Regular readers know that under the blueprint banks are suppose to protect the real economy from the excesses of the financial markets by absorbing the losses today on the debts that exceed the borrowers capacity to repay. Subsequently, banks can rebuild their book capital through future retained earnings and equity issuance.
Greece shows what happens to a country when banks do not do this.
For Greece, there’s little to hope for from today, which ever way it goes. The austerity package looks tough: 20pc reduction in the minimum wage; 15,000 public sector jobs losses; pension and spending cuts.
But it’s probably irrelevant anyway.
While Merkel and other leaders have focused obsessively on numbers, forcing Greece to reduce its debts and repay Brussels for its folly, they appear to have missed the country’s alarming economic, political and social collapse.
On Thursday, the Hellenic Statistical Authority said Greece’s manufacturing output contracted by 15.5pc in December from a year earlier and industrial output fell 11.3pc, having fallen 7.8pc in November. Unemployment jumped to 20.9pc in November, up from 18.2pc in October - a rise of 14pc in a month.
Away from the statistics, money and labour is evaporating as the middle classes flee the social and financial chaos.
The rest are spilling out onto the streets. On Friday even the main police union changed sides. “We refuse to stand against our parents, our brothers, our children or any citizen who protests and demands a change of policy,” they said.
And in April they will go to the polls and almost certainly demand change. The dominant Pasok party, which has been strongly pro-European, has seen its electoral support plunge from a powerful 47pc to a shocking 8pc.
But by that stage, perhaps Athens won’t be Ms Merkel’s problem anymore - she’ll have Portugal, Spain and Italy to worry about instead.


◆ PROBLEM TO SOLVE
Only the text belongs in the copy: repeat each record exactly, without pictures.

◆ Source records
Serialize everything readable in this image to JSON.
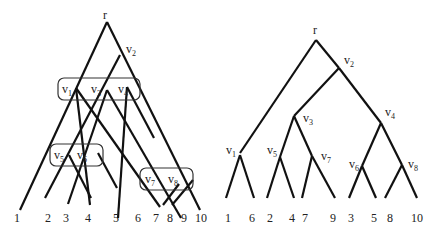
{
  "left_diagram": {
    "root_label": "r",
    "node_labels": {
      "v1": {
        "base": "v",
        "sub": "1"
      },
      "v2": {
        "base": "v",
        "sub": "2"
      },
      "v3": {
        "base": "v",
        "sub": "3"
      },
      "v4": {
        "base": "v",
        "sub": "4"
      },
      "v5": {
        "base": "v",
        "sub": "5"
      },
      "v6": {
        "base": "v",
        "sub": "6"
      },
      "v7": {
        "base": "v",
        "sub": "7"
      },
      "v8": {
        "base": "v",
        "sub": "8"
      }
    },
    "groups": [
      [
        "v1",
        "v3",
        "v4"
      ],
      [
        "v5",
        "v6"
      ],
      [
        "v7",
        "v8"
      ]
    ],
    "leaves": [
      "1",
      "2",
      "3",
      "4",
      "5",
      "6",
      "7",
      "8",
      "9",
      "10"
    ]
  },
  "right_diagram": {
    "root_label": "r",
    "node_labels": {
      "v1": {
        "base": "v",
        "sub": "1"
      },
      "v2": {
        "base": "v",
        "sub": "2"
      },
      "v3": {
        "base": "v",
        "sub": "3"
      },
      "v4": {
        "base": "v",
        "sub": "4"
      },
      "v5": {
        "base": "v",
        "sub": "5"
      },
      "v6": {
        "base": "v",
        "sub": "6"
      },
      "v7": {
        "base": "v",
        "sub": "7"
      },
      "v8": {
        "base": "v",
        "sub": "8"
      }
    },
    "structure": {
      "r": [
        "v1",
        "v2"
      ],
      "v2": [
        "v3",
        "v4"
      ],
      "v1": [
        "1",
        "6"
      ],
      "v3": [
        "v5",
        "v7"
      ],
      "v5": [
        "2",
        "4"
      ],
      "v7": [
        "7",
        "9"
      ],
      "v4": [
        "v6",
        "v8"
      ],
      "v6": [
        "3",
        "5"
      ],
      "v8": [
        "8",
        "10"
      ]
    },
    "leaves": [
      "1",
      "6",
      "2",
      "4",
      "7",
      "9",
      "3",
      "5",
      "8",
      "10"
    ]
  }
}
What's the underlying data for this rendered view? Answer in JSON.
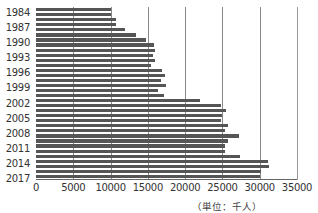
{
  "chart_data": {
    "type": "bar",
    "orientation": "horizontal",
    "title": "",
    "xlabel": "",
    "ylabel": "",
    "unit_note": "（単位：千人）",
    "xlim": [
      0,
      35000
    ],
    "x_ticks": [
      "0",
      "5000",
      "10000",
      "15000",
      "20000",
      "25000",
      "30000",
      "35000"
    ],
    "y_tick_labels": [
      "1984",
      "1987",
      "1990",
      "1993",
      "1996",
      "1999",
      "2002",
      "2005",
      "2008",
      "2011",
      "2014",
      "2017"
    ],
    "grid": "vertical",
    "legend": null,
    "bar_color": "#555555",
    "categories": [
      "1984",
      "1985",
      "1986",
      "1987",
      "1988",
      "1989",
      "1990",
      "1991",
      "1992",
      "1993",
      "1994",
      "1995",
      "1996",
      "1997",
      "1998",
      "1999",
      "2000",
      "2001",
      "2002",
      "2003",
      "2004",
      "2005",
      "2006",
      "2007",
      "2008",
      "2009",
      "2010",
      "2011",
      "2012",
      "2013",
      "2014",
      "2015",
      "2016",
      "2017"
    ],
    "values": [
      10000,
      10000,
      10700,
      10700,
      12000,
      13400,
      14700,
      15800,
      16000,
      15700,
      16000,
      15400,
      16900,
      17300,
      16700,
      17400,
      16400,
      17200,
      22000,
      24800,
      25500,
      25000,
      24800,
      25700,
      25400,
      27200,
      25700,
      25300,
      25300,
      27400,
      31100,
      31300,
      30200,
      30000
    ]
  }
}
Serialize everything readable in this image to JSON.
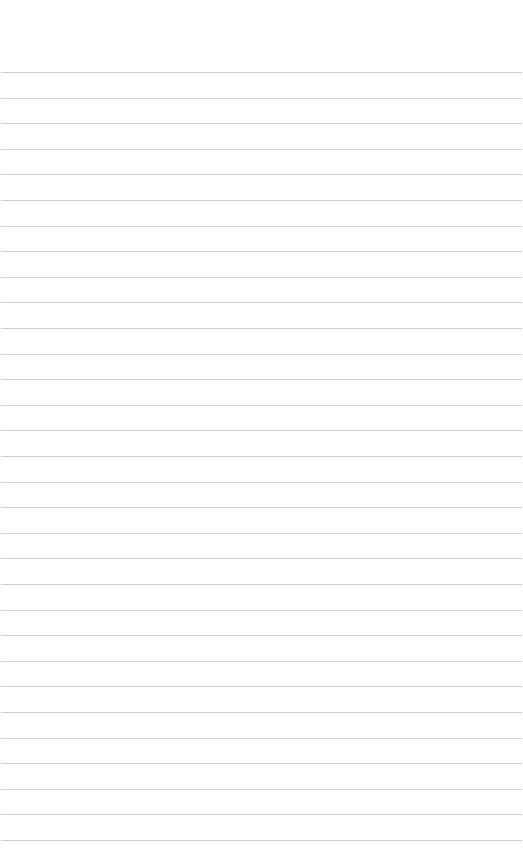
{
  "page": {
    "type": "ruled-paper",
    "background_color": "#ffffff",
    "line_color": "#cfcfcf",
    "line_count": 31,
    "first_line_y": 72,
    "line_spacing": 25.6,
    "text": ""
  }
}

◆ WRITTEN REPLY
Serialize everything readable in this image to JSON.
{
  "left_diagram": {
    "root_label": "r",
    "node_labels": {
      "v1": {
        "base": "v",
        "sub": "1"
      },
      "v2": {
        "base": "v",
        "sub": "2"
      },
      "v3": {
        "base": "v",
        "sub": "3"
      },
      "v4": {
        "base": "v",
        "sub": "4"
      },
      "v5": {
        "base": "v",
        "sub": "5"
      },
      "v6": {
        "base": "v",
        "sub": "6"
      },
      "v7": {
        "base": "v",
        "sub": "7"
      },
      "v8": {
        "base": "v",
        "sub": "8"
      }
    },
    "groups": [
      [
        "v1",
        "v3",
        "v4"
      ],
      [
        "v5",
        "v6"
      ],
      [
        "v7",
        "v8"
      ]
    ],
    "leaves": [
      "1",
      "2",
      "3",
      "4",
      "5",
      "6",
      "7",
      "8",
      "9",
      "10"
    ]
  },
  "right_diagram": {
    "root_label": "r",
    "node_labels": {
      "v1": {
        "base": "v",
        "sub": "1"
      },
      "v2": {
        "base": "v",
        "sub": "2"
      },
      "v3": {
        "base": "v",
        "sub": "3"
      },
      "v4": {
        "base": "v",
        "sub": "4"
      },
      "v5": {
        "base": "v",
        "sub": "5"
      },
      "v6": {
        "base": "v",
        "sub": "6"
      },
      "v7": {
        "base": "v",
        "sub": "7"
      },
      "v8": {
        "base": "v",
        "sub": "8"
      }
    },
    "structure": {
      "r": [
        "v1",
        "v2"
      ],
      "v2": [
        "v3",
        "v4"
      ],
      "v1": [
        "1",
        "6"
      ],
      "v3": [
        "v5",
        "v7"
      ],
      "v5": [
        "2",
        "4"
      ],
      "v7": [
        "7",
        "9"
      ],
      "v4": [
        "v6",
        "v8"
      ],
      "v6": [
        "3",
        "5"
      ],
      "v8": [
        "8",
        "10"
      ]
    },
    "leaves": [
      "1",
      "6",
      "2",
      "4",
      "7",
      "9",
      "3",
      "5",
      "8",
      "10"
    ]
  }
}
What's the underlying data for this rendered view? Answer in JSON.
{
  "chart_data": {
    "type": "bar",
    "orientation": "horizontal",
    "title": "",
    "xlabel": "",
    "ylabel": "",
    "unit_note": "（単位：千人）",
    "xlim": [
      0,
      35000
    ],
    "x_ticks": [
      "0",
      "5000",
      "10000",
      "15000",
      "20000",
      "25000",
      "30000",
      "35000"
    ],
    "y_tick_labels": [
      "1984",
      "1987",
      "1990",
      "1993",
      "1996",
      "1999",
      "2002",
      "2005",
      "2008",
      "2011",
      "2014",
      "2017"
    ],
    "grid": "vertical",
    "legend": null,
    "bar_color": "#555555",
    "categories": [
      "1984",
      "1985",
      "1986",
      "1987",
      "1988",
      "1989",
      "1990",
      "1991",
      "1992",
      "1993",
      "1994",
      "1995",
      "1996",
      "1997",
      "1998",
      "1999",
      "2000",
      "2001",
      "2002",
      "2003",
      "2004",
      "2005",
      "2006",
      "2007",
      "2008",
      "2009",
      "2010",
      "2011",
      "2012",
      "2013",
      "2014",
      "2015",
      "2016",
      "2017"
    ],
    "values": [
      10000,
      10000,
      10700,
      10700,
      12000,
      13400,
      14700,
      15800,
      16000,
      15700,
      16000,
      15400,
      16900,
      17300,
      16700,
      17400,
      16400,
      17200,
      22000,
      24800,
      25500,
      25000,
      24800,
      25700,
      25400,
      27200,
      25700,
      25300,
      25300,
      27400,
      31100,
      31300,
      30200,
      30000
    ]
  }
}
Serialize everything readable in this image to JSON.
{
  "page": {
    "type": "ruled-paper",
    "background_color": "#ffffff",
    "line_color": "#cfcfcf",
    "line_count": 31,
    "first_line_y": 72,
    "line_spacing": 25.6,
    "text": ""
  }
}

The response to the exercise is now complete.